Infotex have long been users of Cloudflare, creators of a range of technologies to secure, optimise and speed up websites.
Connect on Tour London is their annual in-person showcase that details Cloudflare’s latest features and what’s on the roadmap. We sent Infrastructure Manager John Harman along to find out more.

Held at The Brewery in central London on 15 April, the event brought together (‘Connect’ed’) around 1,200 attendees to hear how rapidly things are changing, meaning that the Internet of yesterday isn’t the Internet of today, and will be very different to tomorrow’s.

Scale
The event highlighted the vast scale that modern CDNs work at with data centres in 335 cities across 125 countries, transiting over 7 trillion requests per day and over 500Tbps of bandwidth capacity – these are figures that it’s hard to get your head around. It also gives them a unique perspective on what is happening across the web both in terms of witnessing hundreds of billions of attacks per day and being able to identify good and bad actors amongst this fire hose of data, speed is at the centre of everything they do, that includes developing new protocols for the web and building out enterprise class AI models that can identifying the purpose of a visitor in milliseconds (compare this to the seconds, or minutes, that ChatGPT takes to respond).
For businesses trading in so many countries with different laws, the challenges that these pose were evident, and Cloudflare’s localisation and “edge compute” that runs developers’ code in the viewer’s country provide a compelling offering for compliance.
Automation and Bot Traffic
Naturally, a common theme at the event was the agentic web, over 50% of global traffic is now bots. Some of these, such as GoogleBot, are beneficial. Others are scrapers posing challenges to the revenue model of ad-funded content and news sites while posing opportunities for e-commerce stores. With bots always evolving, it is harder than ever to identify good from bad, but Cloudflare’s latest technology allows clearer identification of bot traffic which can then allow, rate limit or block as applicable.

AI
Cloudflare know they have to help AI training bots understand their clients sites as efficiently as possible, and during the day showed off features such as using AI to generate bot-ready versions of web pages on-the-fly to both reduce the tokens, and bandwidth, needed to consume the content and help their clients rank most highly.
Similarly, their tooling allows site owners to use AI to identify and control those training bots, they are even taking that a step further with means to charge the bots for access to valued content.
With the proliferation of AI MCP (Model Context Protocol) Cloudflare showed how their traditional WAF (Web Application Firewall) tools are being updated to provide protection for API and MCP endpoints to prevent malicious actors from attacking these and potentially breaking outside their intended boundaries (guardrails), effectively pitting good AI against bad AI.
At the other end of the spectrum, their enterprise clients are utilising Cloudflare’s AI models to compute responses on Cloudflare’s edge servers that are located close to the viewer for ultimate performance and in some industries regional compliance.
We also heard how AI has allowed lawyers processing data breaches of non-Cloudflare systems, to turn months of manual labour into a few days, allowing impacted parties to be notified in more timely ways than ever before.

When the web is moving at such pace with risks at every turn, it is great to see that there are good guys who’s mission is simple – “To help build a better Internet”.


> WORK TO COMPLETE: Throughout the entries below, report every line where "Percentage" is found.

[Records from a data source]
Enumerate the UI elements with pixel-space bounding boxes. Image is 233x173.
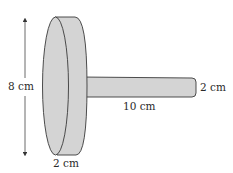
disk-diameter-label: 8 cm (8, 80, 34, 92)
disk-front-face (43, 17, 69, 155)
disk-thickness-label: 2 cm (53, 157, 79, 169)
rod-diameter-label: 2 cm (200, 81, 226, 93)
diagram-canvas: 8 cm 10 cm 2 cm 2 cm (0, 0, 233, 173)
rod (80, 77, 196, 97)
rod-length-label: 10 cm (123, 100, 156, 112)
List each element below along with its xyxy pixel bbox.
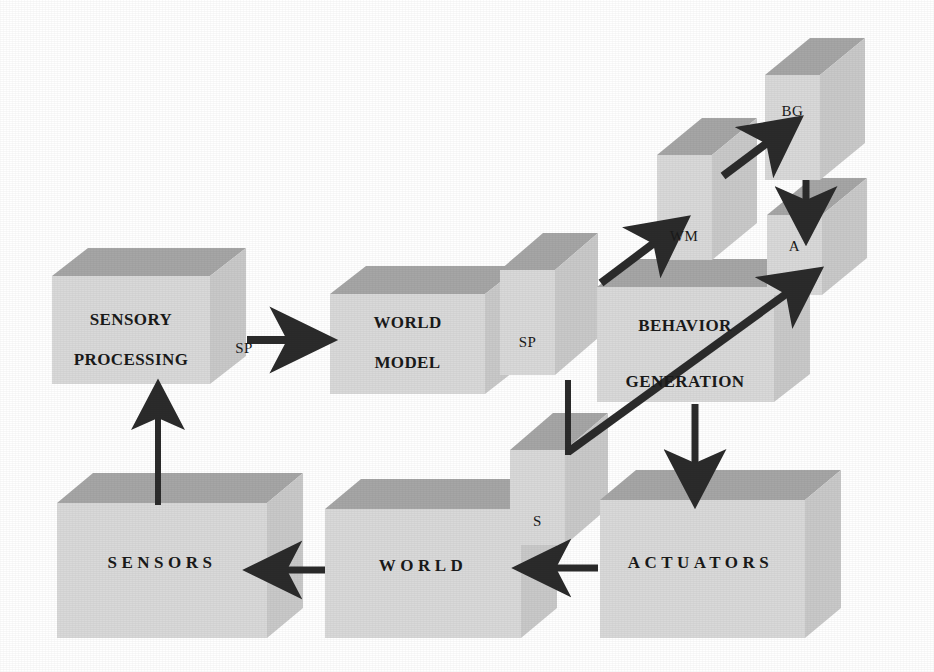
- node-sensors[interactable]: [57, 473, 303, 638]
- diagram-svg: [0, 0, 934, 672]
- node-a-small[interactable]: [767, 178, 867, 295]
- node-actuators[interactable]: [600, 470, 841, 638]
- diagram-canvas: SENSORY PROCESSING WORLD MODEL BEHAVIOR …: [0, 0, 934, 672]
- node-sp-small[interactable]: [500, 233, 598, 375]
- node-bg-small[interactable]: [765, 38, 865, 180]
- node-sensory-processing[interactable]: [52, 248, 246, 384]
- node-wm-small[interactable]: [657, 118, 757, 260]
- node-world-model[interactable]: [330, 266, 521, 394]
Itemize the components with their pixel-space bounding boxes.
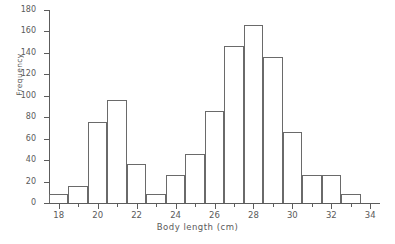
plot-area: 020406080100120140160180 182022242628303… <box>49 10 380 203</box>
y-tick-label: 60 <box>26 135 36 143</box>
histogram-bar <box>146 194 165 203</box>
x-tick-minor <box>234 204 235 207</box>
x-tick-minor <box>351 204 352 207</box>
x-tick-label: 22 <box>131 211 142 220</box>
histogram-figure: Frequency 020406080100120140160180 18202… <box>0 0 395 244</box>
y-tick-label: 180 <box>21 6 36 14</box>
x-tick-major <box>176 204 177 209</box>
y-tick: 0 <box>44 203 49 204</box>
y-tick-label: 80 <box>26 113 36 121</box>
x-tick-major <box>331 204 332 209</box>
histogram-bar <box>127 164 146 203</box>
histogram-bar <box>185 154 204 203</box>
y-tick-label: 0 <box>31 199 36 207</box>
y-tick: 100 <box>44 96 49 97</box>
y-tick: 60 <box>44 139 49 140</box>
x-tick-major <box>253 204 254 209</box>
y-tick: 160 <box>44 31 49 32</box>
x-tick-label: 24 <box>170 211 181 220</box>
y-tick-label: 20 <box>26 178 36 186</box>
x-tick-minor <box>117 204 118 207</box>
x-tick-major <box>137 204 138 209</box>
x-tick-label: 20 <box>92 211 103 220</box>
x-tick-label: 30 <box>287 211 298 220</box>
histogram-bar <box>244 25 263 203</box>
histogram-bar <box>263 57 282 203</box>
y-tick: 120 <box>44 74 49 75</box>
histogram-bar <box>205 111 224 203</box>
x-tick-label: 18 <box>53 211 64 220</box>
y-tick: 20 <box>44 182 49 183</box>
y-tick: 140 <box>44 53 49 54</box>
histogram-bar <box>107 100 126 203</box>
y-tick-label: 40 <box>26 156 36 164</box>
histogram-bar <box>322 175 341 203</box>
histogram-bar <box>49 194 68 203</box>
histogram-bar <box>88 122 107 203</box>
y-tick-label: 140 <box>21 49 36 57</box>
x-tick-minor <box>156 204 157 207</box>
histogram-bar <box>68 186 87 203</box>
x-axis-label: Body length (cm) <box>0 222 395 232</box>
histogram-bar <box>166 175 185 203</box>
histogram-bar <box>224 46 243 203</box>
y-tick-label: 120 <box>21 70 36 78</box>
histogram-bar <box>341 194 360 203</box>
histogram-bar <box>283 132 302 203</box>
y-tick: 180 <box>44 10 49 11</box>
x-tick-major <box>98 204 99 209</box>
histogram-bar <box>302 175 321 203</box>
x-tick-minor <box>273 204 274 207</box>
x-tick-major <box>215 204 216 209</box>
x-tick-label: 28 <box>248 211 259 220</box>
y-axis-spine <box>49 10 50 203</box>
y-tick: 80 <box>44 117 49 118</box>
y-tick-label: 160 <box>21 27 36 35</box>
x-tick-label: 26 <box>209 211 220 220</box>
x-tick-minor <box>195 204 196 207</box>
x-tick-major <box>59 204 60 209</box>
x-tick-minor <box>312 204 313 207</box>
y-tick: 40 <box>44 160 49 161</box>
y-tick-label: 100 <box>21 92 36 100</box>
x-tick-label: 34 <box>365 211 376 220</box>
x-tick-major <box>292 204 293 209</box>
x-tick-minor <box>78 204 79 207</box>
x-tick-major <box>370 204 371 209</box>
x-tick-label: 32 <box>326 211 337 220</box>
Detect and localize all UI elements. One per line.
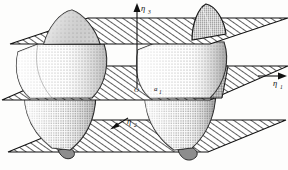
axis-eta3-subscript: 3 (147, 9, 151, 15)
axis-eta1-label: η (273, 78, 277, 88)
origin-label: O (134, 86, 139, 94)
figure-root: η 3 η 1 η 2 O a 1 (0, 0, 288, 170)
a1-label: a (154, 85, 158, 93)
figure-illustration: η 3 η 1 η 2 O a 1 (0, 0, 288, 170)
body-left-lens (17, 44, 107, 98)
axis-eta2-label: η (127, 116, 131, 126)
body-right-lens (137, 42, 227, 98)
axis-eta2-subscript: 2 (134, 122, 137, 128)
axis-eta3-label: η (141, 3, 145, 13)
a1-subscript: 1 (159, 89, 162, 95)
point-origin: O (134, 86, 139, 94)
axis-eta1-subscript: 1 (280, 84, 283, 90)
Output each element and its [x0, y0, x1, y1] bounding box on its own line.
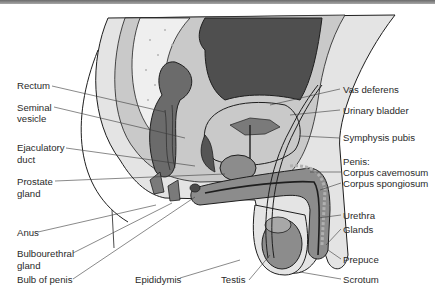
label-ejaculatory-duct-line1: Ejaculatory [17, 142, 64, 153]
label-seminal-vesicle-line1: Seminal [17, 102, 52, 113]
label-bulb-of-penis: Bulb of penis [17, 274, 72, 285]
label-bulbourethral-gland-line2: gland [17, 260, 40, 271]
label-prostate-gland-line2: gland [17, 188, 40, 199]
label-corpus-cavernosum: Corpus cavemosum [343, 167, 428, 178]
label-corpus-spongiosum: Corpus spongiosum [343, 178, 428, 189]
label-seminal-vesicle-line2: vesicle [17, 113, 46, 124]
label-anus: Anus [17, 227, 39, 238]
label-ejaculatory-duct-line2: duct [17, 154, 35, 165]
intestine-region [199, 18, 322, 100]
label-urinary-bladder: Urinary bladder [343, 105, 409, 116]
label-rectum: Rectum [17, 80, 50, 91]
label-prostate-gland-line1: Prostate [17, 176, 53, 187]
label-penis: Penis: [343, 156, 370, 167]
label-testis: Testis [221, 274, 246, 285]
label-vas-deferens: Vas deferens [343, 84, 399, 95]
label-epididymis: Epididymis [135, 274, 181, 285]
label-urethra: Urethra [343, 210, 375, 221]
label-prepuce: Prepuce [343, 254, 379, 265]
label-glands: Glands [343, 224, 373, 235]
label-scrotum: Scrotum [343, 274, 379, 285]
label-bulbourethral-gland-line1: Bulbourethral [17, 248, 74, 259]
label-symphysis-pubis: Symphysis pubis [343, 132, 415, 143]
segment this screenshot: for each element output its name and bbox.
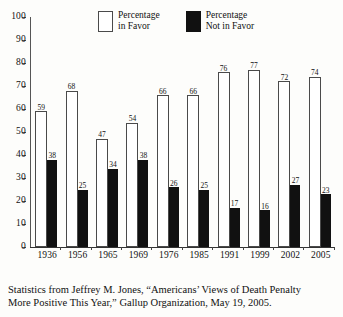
bar-group: 7617 — [218, 17, 240, 247]
x-axis-tick-label: 1969 — [129, 251, 148, 261]
bar-value-label: 17 — [231, 200, 239, 208]
x-axis-tick-label: 2005 — [311, 251, 330, 261]
x-axis-tick — [273, 247, 274, 250]
bar-in-favor: 77 — [248, 70, 260, 247]
y-axis-tick-label: 70 — [16, 81, 30, 91]
bar-not-in-favor: 23 — [321, 194, 331, 247]
bar-in-favor: 76 — [218, 72, 230, 247]
figure-caption: Statistics from Jeffrey M. Jones, “Ameri… — [8, 283, 338, 309]
x-axis-tick — [60, 247, 61, 250]
x-axis-tick — [212, 247, 213, 250]
x-axis-tick — [303, 247, 304, 250]
x-axis-tick — [91, 247, 92, 250]
figure-page: Percentage in Favor Percentage Not in Fa… — [0, 0, 343, 317]
y-axis-tick-label: 40 — [16, 150, 30, 160]
x-axis-tick-label: 1936 — [37, 251, 56, 261]
bar-group: 6626 — [157, 17, 179, 247]
bar-group: 4734 — [96, 17, 118, 247]
y-axis-tick-label: 50 — [16, 127, 30, 137]
bar-value-label: 74 — [311, 69, 319, 77]
bar-in-favor: 74 — [309, 77, 321, 247]
bar-in-favor: 47 — [96, 139, 108, 247]
bar-not-in-favor: 34 — [108, 169, 118, 247]
x-axis-tick — [121, 247, 122, 250]
caption-line-1: Statistics from Jeffrey M. Jones, “Ameri… — [8, 283, 338, 296]
bar-not-in-favor: 16 — [260, 210, 270, 247]
bar-not-in-favor: 25 — [78, 190, 88, 248]
bar-in-favor: 66 — [187, 95, 199, 247]
bar-value-label: 34 — [109, 161, 117, 169]
bar-not-in-favor: 27 — [290, 185, 300, 247]
bar-value-label: 66 — [189, 88, 197, 96]
bar-not-in-favor: 38 — [47, 160, 57, 247]
x-axis-tick — [151, 247, 152, 250]
y-axis-tick-label: 20 — [16, 196, 30, 206]
bar-chart: Percentage in Favor Percentage Not in Fa… — [0, 0, 343, 276]
bar-in-favor: 68 — [66, 91, 78, 247]
bar-not-in-favor: 25 — [199, 190, 209, 248]
y-axis-tick-label: 80 — [16, 58, 30, 68]
bar-value-label: 47 — [98, 131, 106, 139]
bar-group: 7716 — [248, 17, 270, 247]
bar-group: 7227 — [278, 17, 300, 247]
bar-not-in-favor: 26 — [169, 187, 179, 247]
y-axis-tick-label: 0 — [21, 242, 30, 252]
x-axis-tick — [334, 247, 335, 250]
x-axis-tick-label: 1976 — [159, 251, 178, 261]
y-axis-tick-label: 60 — [16, 104, 30, 114]
bar-group: 5938 — [35, 17, 57, 247]
bar-group: 6825 — [66, 17, 88, 247]
x-axis-tick — [243, 247, 244, 250]
bar-value-label: 38 — [140, 152, 148, 160]
x-axis-tick-label: 2002 — [281, 251, 300, 261]
bar-value-label: 26 — [170, 180, 178, 188]
caption-line-2: More Positive This Year,” Gallup Organiz… — [8, 296, 338, 309]
bar-value-label: 59 — [37, 104, 45, 112]
x-axis-tick-label: 1956 — [68, 251, 87, 261]
bar-value-label: 16 — [261, 203, 269, 211]
bar-group: 5438 — [126, 17, 148, 247]
bar-in-favor: 59 — [35, 111, 47, 247]
x-axis-tick-label: 1999 — [250, 251, 269, 261]
bar-value-label: 68 — [68, 83, 76, 91]
x-axis-tick-label: 1991 — [220, 251, 239, 261]
y-axis-tick-label: 10 — [16, 219, 30, 229]
bar-in-favor: 54 — [126, 123, 138, 247]
x-axis-tick — [182, 247, 183, 250]
x-axis-tick-label: 1965 — [98, 251, 117, 261]
bar-value-label: 66 — [159, 88, 167, 96]
plot-area: 5938682547345438662666257617771672277423 — [31, 17, 335, 247]
bar-not-in-favor: 17 — [230, 208, 240, 247]
bar-value-label: 27 — [292, 177, 300, 185]
bar-not-in-favor: 38 — [138, 160, 148, 247]
y-axis-tick-label: 90 — [16, 35, 30, 45]
bar-value-label: 72 — [281, 74, 289, 82]
y-axis-tick-label: 100 — [11, 12, 30, 22]
bar-value-label: 76 — [220, 65, 228, 73]
bar-value-label: 38 — [48, 152, 56, 160]
y-axis-tick-label: 30 — [16, 173, 30, 183]
bar-group: 6625 — [187, 17, 209, 247]
x-axis-tick-label: 1985 — [189, 251, 208, 261]
bar-value-label: 23 — [322, 187, 330, 195]
bar-group: 7423 — [309, 17, 331, 247]
bar-value-label: 54 — [129, 115, 137, 123]
bar-value-label: 25 — [79, 182, 87, 190]
bar-value-label: 25 — [200, 182, 208, 190]
bar-in-favor: 66 — [157, 95, 169, 247]
bar-in-favor: 72 — [278, 81, 290, 247]
bar-value-label: 77 — [250, 62, 258, 70]
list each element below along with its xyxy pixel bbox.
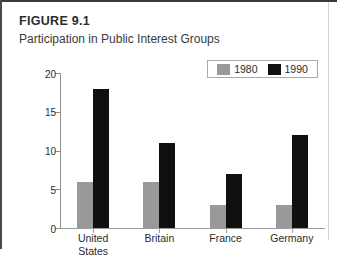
x-axis-label-germany: Germany	[259, 232, 325, 245]
y-tick-label-15: 15	[45, 107, 56, 118]
x-axis-label-france: France	[193, 232, 259, 245]
bar-france-1980	[210, 205, 226, 228]
y-tick-label-0: 0	[50, 223, 56, 234]
figure-title: Participation in Public Interest Groups	[19, 31, 319, 47]
x-axis-labels: UnitedStatesBritainFranceGermany	[60, 232, 325, 260]
figure-number: FIGURE 9.1	[19, 14, 319, 29]
x-axis-label-britain: Britain	[126, 232, 192, 245]
bar-britain-1990	[159, 143, 175, 228]
x-axis-line	[60, 228, 325, 229]
x-axis-label-line: France	[193, 232, 259, 245]
plot-area: 05101520	[60, 73, 325, 228]
x-axis-label-line: Britain	[126, 232, 192, 245]
x-axis-label-line: States	[60, 245, 126, 258]
bar-germany-1990	[292, 135, 308, 228]
y-tick-label-5: 5	[50, 184, 56, 195]
bar-germany-1980	[276, 205, 292, 228]
bars-layer	[60, 73, 325, 228]
right-rule	[328, 2, 329, 240]
figure-caption: FIGURE 9.1 Participation in Public Inter…	[19, 14, 319, 47]
x-axis-label-line: Germany	[259, 232, 325, 245]
bar-united-states-1980	[77, 182, 93, 229]
y-tick-label-20: 20	[45, 68, 56, 79]
bar-britain-1980	[143, 182, 159, 229]
x-axis-label-united-states: UnitedStates	[60, 232, 126, 258]
figure-container: FIGURE 9.1 Participation in Public Inter…	[0, 0, 337, 262]
top-rule	[0, 0, 337, 2]
left-rule	[0, 0, 2, 249]
bar-france-1990	[226, 174, 242, 228]
bar-united-states-1990	[93, 89, 109, 229]
y-tick-label-10: 10	[45, 146, 56, 157]
x-axis-label-line: United	[60, 232, 126, 245]
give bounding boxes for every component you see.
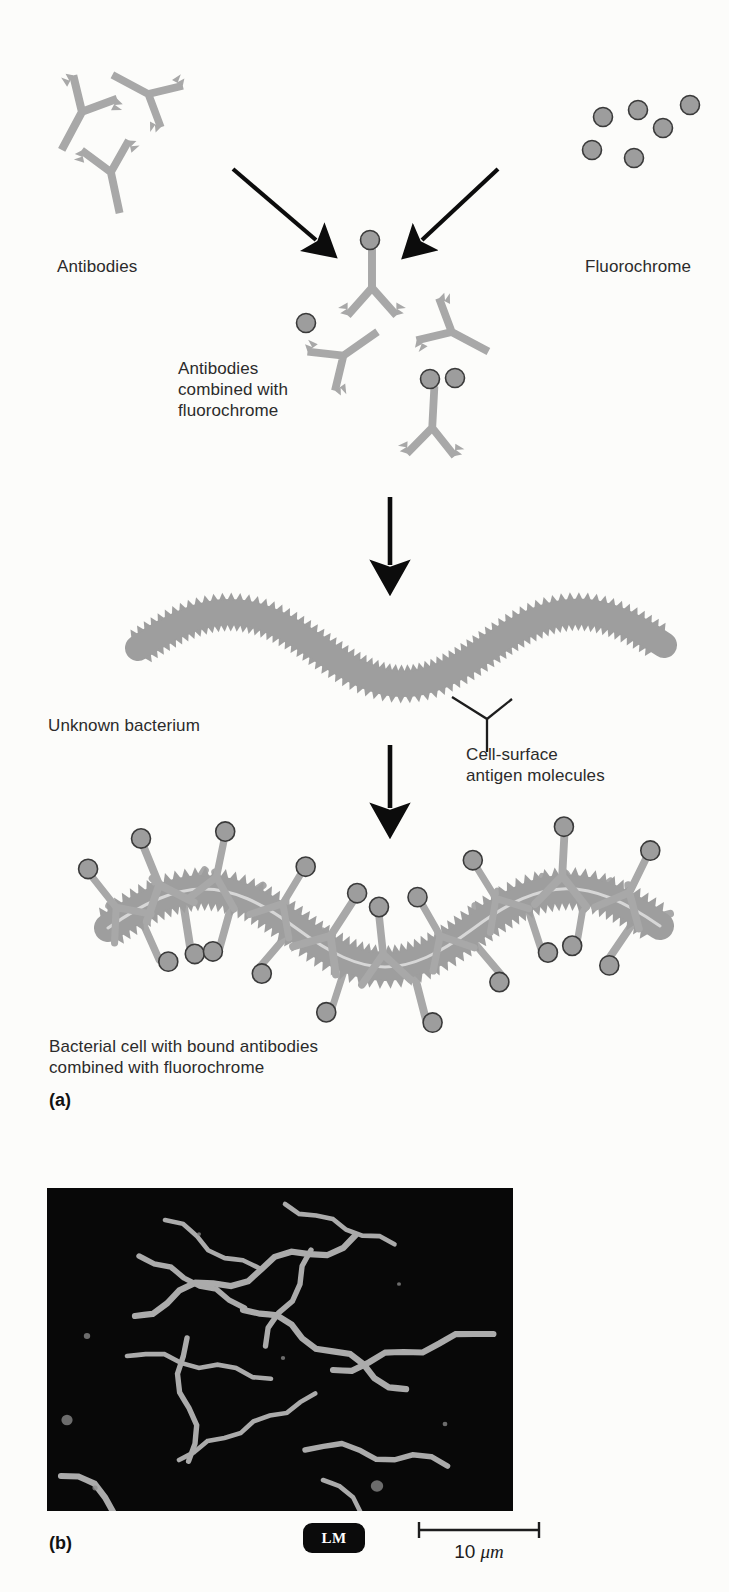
mixing-arrows [233, 169, 498, 240]
scale-value: 10 [454, 1541, 475, 1562]
bound-fluorochrome-dot [463, 850, 482, 869]
bound-fluorochrome-dot [252, 964, 271, 983]
micrograph-speck [84, 1333, 90, 1339]
scale-bar-label: 10 μm [415, 1541, 543, 1563]
bound-fluorochrome-dot [185, 944, 204, 963]
bound-fluorochrome-dot [370, 897, 389, 916]
immunofluorescence-figure: Antibodies Fluorochrome Antibodies combi… [0, 0, 729, 1592]
bound-fluorochrome-dot [216, 822, 235, 841]
bound-fluorochrome-dot [490, 972, 509, 991]
label-antibodies-combined-line1: Antibodies [178, 358, 258, 379]
bound-fluorochrome-dot [317, 1003, 336, 1022]
panel-b-letter: (b) [49, 1533, 72, 1554]
lm-badge-text: LM [321, 1530, 346, 1547]
micrograph-speck [397, 1282, 401, 1286]
fluorescence-micrograph [47, 1188, 513, 1511]
bound-antibody-complex [72, 817, 670, 1032]
light-microscopy-badge: LM [303, 1523, 365, 1553]
scale-unit: μm [481, 1541, 504, 1562]
micrograph-speck [443, 1422, 448, 1426]
label-bound-line1: Bacterial cell with bound antibodies [49, 1036, 318, 1057]
bound-fluorochrome-dot [408, 887, 427, 906]
micrograph-content [47, 1188, 513, 1511]
panel-a-schematic [0, 0, 729, 1130]
bound-fluorochrome-dot [641, 841, 660, 860]
panel-a-letter: (a) [49, 1090, 71, 1111]
bound-fluorochrome-dot [203, 942, 222, 961]
label-bound-line2: combined with fluorochrome [49, 1057, 264, 1078]
bound-fluorochrome-dot [600, 956, 619, 975]
bound-fluorochrome-dot [563, 936, 582, 955]
micrograph-speck [371, 1480, 383, 1491]
bound-fluorochrome-dot [132, 829, 151, 848]
bound-fluorochrome-dot [79, 859, 98, 878]
bound-fluorochrome-dot [348, 884, 367, 903]
free-antibody-group [31, 46, 187, 220]
bound-fluorochrome-dot [423, 1013, 442, 1032]
conjugated-antibody-group [297, 231, 505, 457]
label-antibodies: Antibodies [57, 256, 137, 277]
micrograph-speck [61, 1415, 72, 1425]
free-fluorochrome-group [583, 96, 700, 168]
label-antibodies-combined-line2: combined with [178, 379, 288, 400]
bound-fluorochrome-dot [538, 943, 557, 962]
micrograph-speck [281, 1356, 285, 1360]
micrograph-speck [92, 1486, 97, 1491]
bound-fluorochrome-dot [554, 817, 573, 836]
micrograph-speck [197, 1232, 201, 1236]
label-cell-surface-line2: antigen molecules [466, 765, 605, 786]
label-cell-surface-line1: Cell-surface [466, 744, 558, 765]
label-fluorochrome: Fluorochrome [585, 256, 691, 277]
label-antibodies-combined-line3: fluorochrome [178, 400, 278, 421]
label-unknown-bacterium: Unknown bacterium [48, 715, 200, 736]
bound-fluorochrome-dot [296, 857, 315, 876]
bound-fluorochrome-dot [159, 952, 178, 971]
unknown-bacterium [130, 592, 665, 703]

> WORKED SOLUTION:
figure-page: Percentage in Favor Percentage Not in Fa… — [0, 0, 343, 317]
bar-chart: Percentage in Favor Percentage Not in Fa… — [0, 0, 343, 276]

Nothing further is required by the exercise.